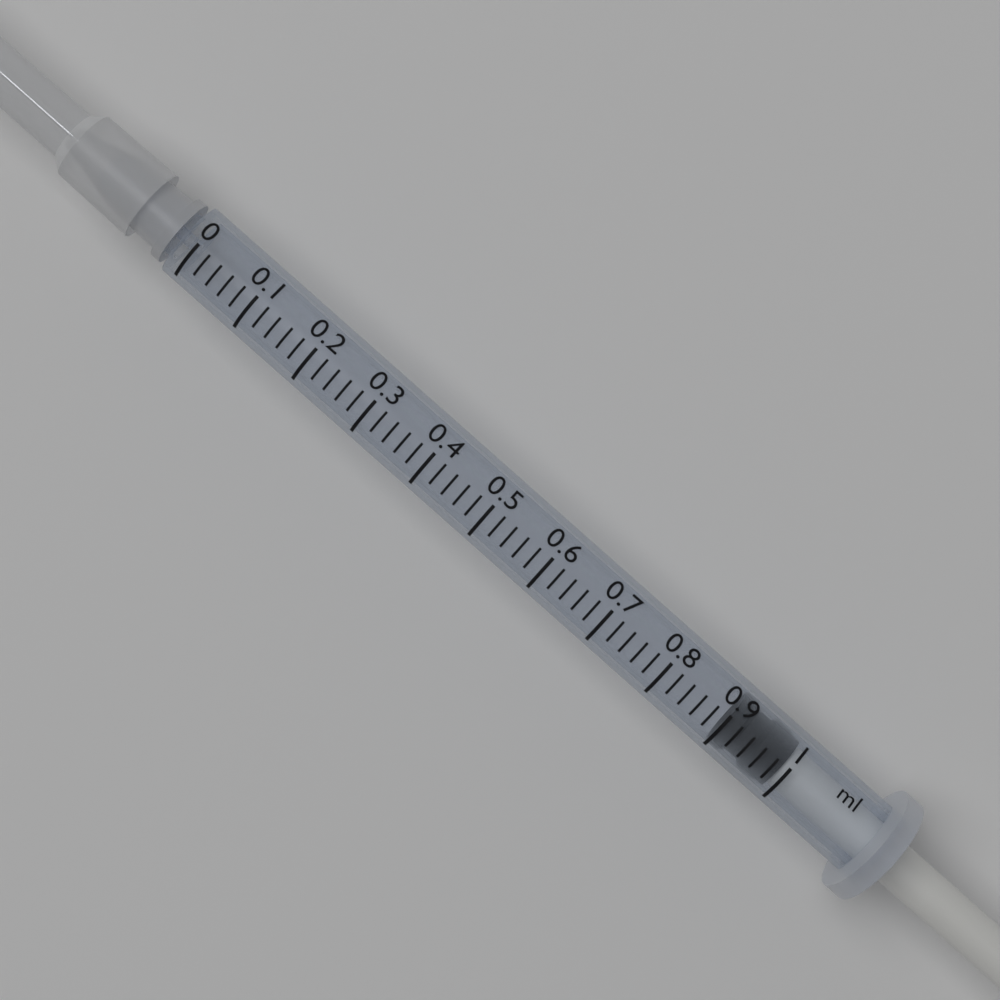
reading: 0.90 ml
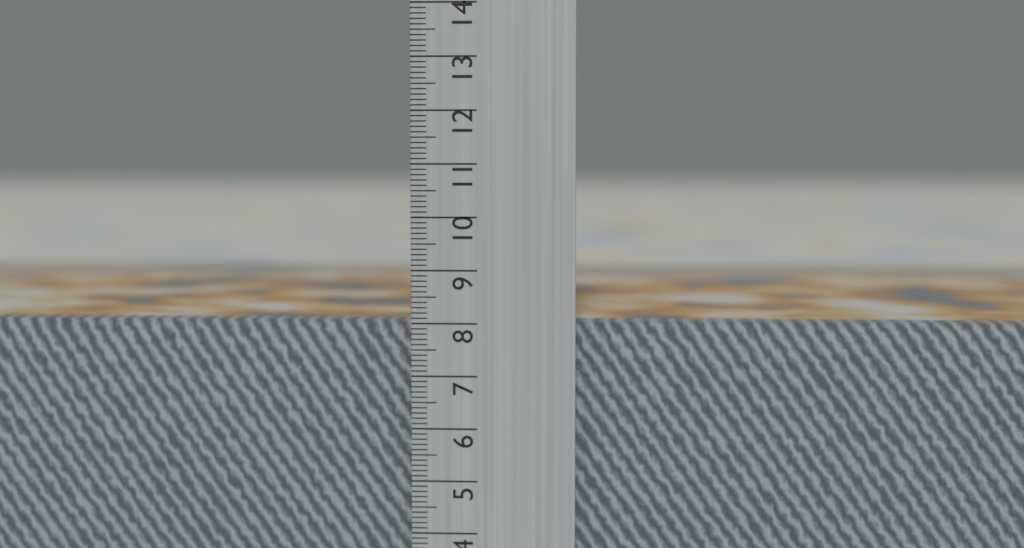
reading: 8.0 cm
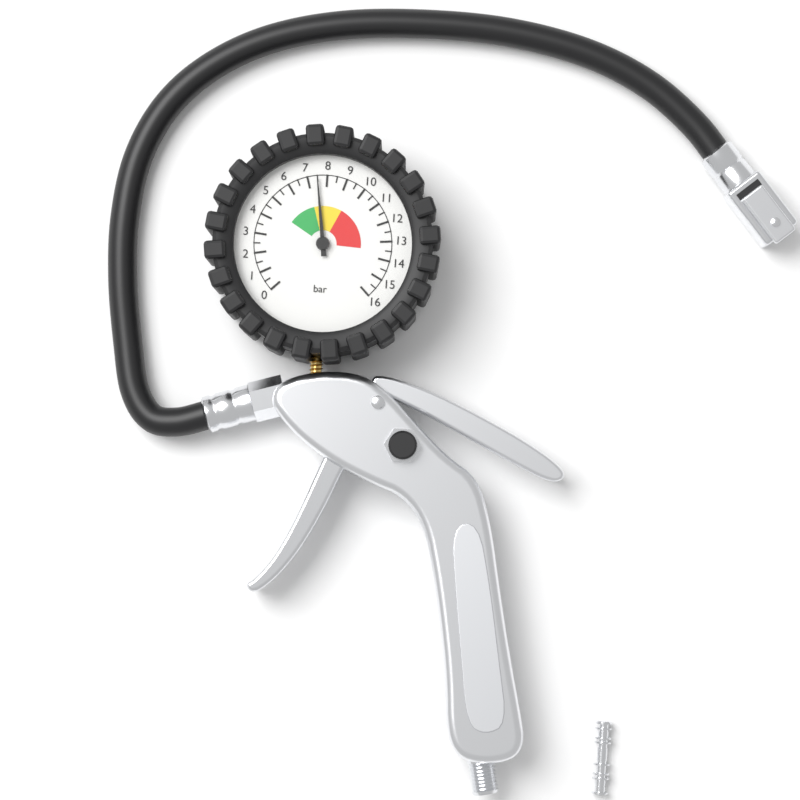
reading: 7.5 bar
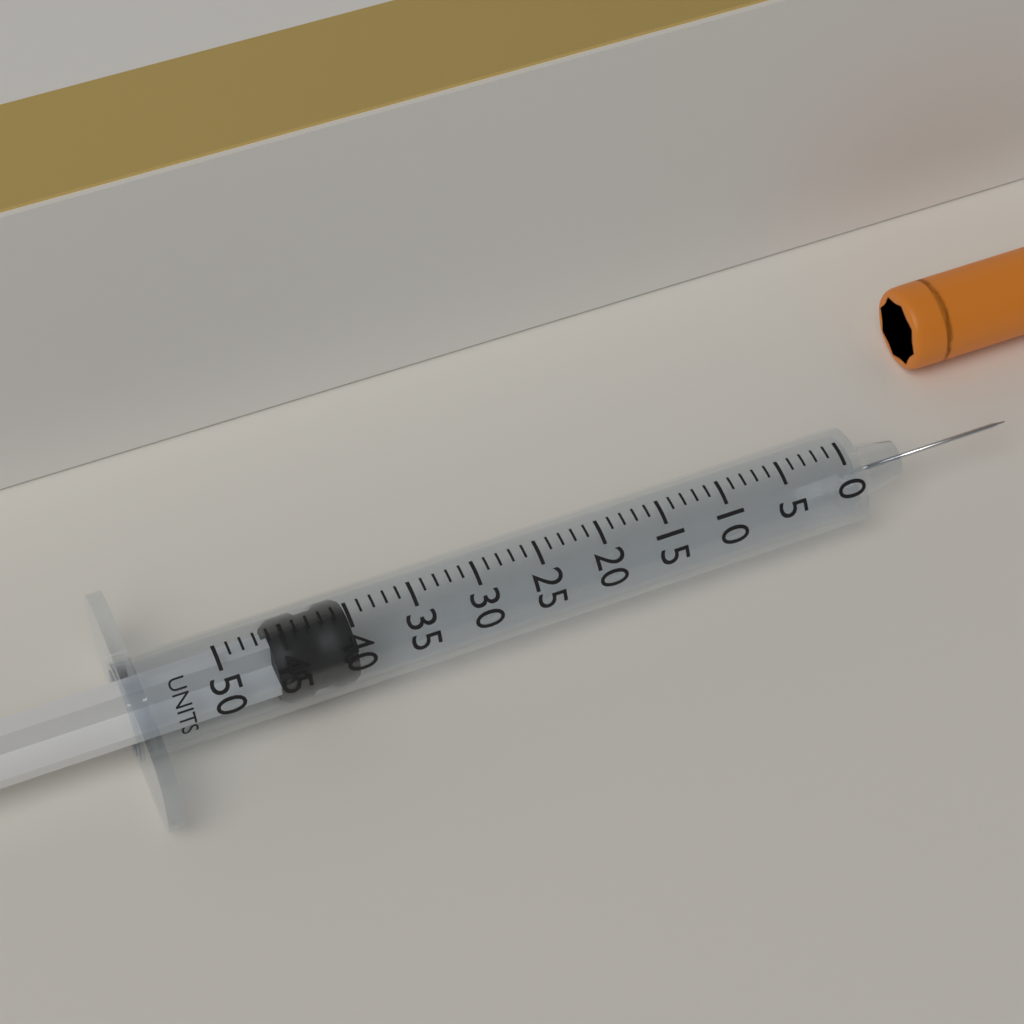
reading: 40 units
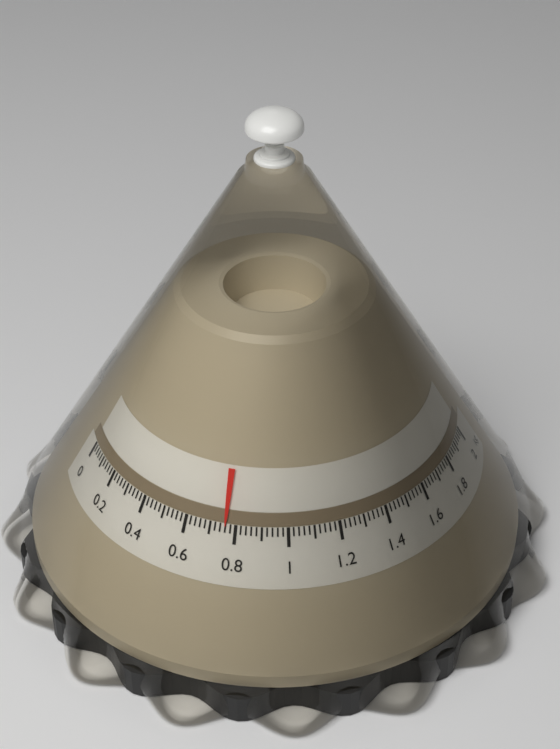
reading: 0.76 kg
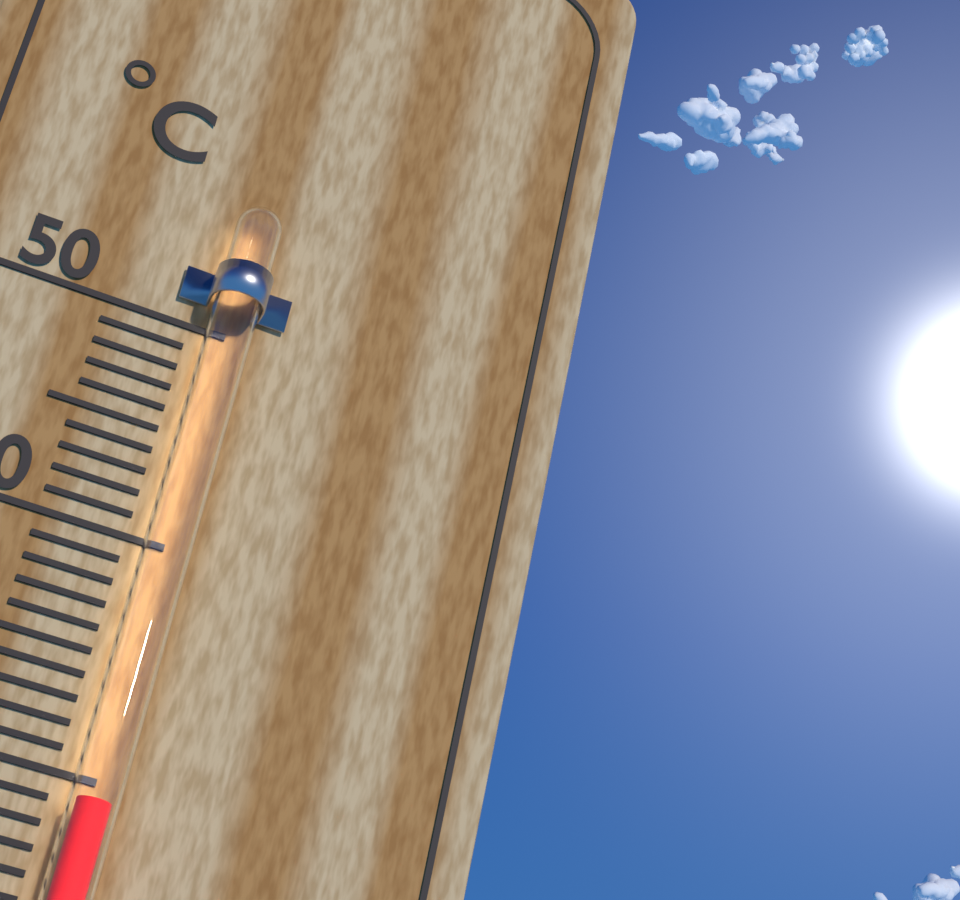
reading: 29 °C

+ + + + + + +

**Assignment**.
Every entry should be written out word for word, except for its pictures.

**Answer area**.
reading: 0.90 ml
reading: 8.0 cm
reading: 7.5 bar
reading: 40 units
reading: 0.76 kg
reading: 29 °C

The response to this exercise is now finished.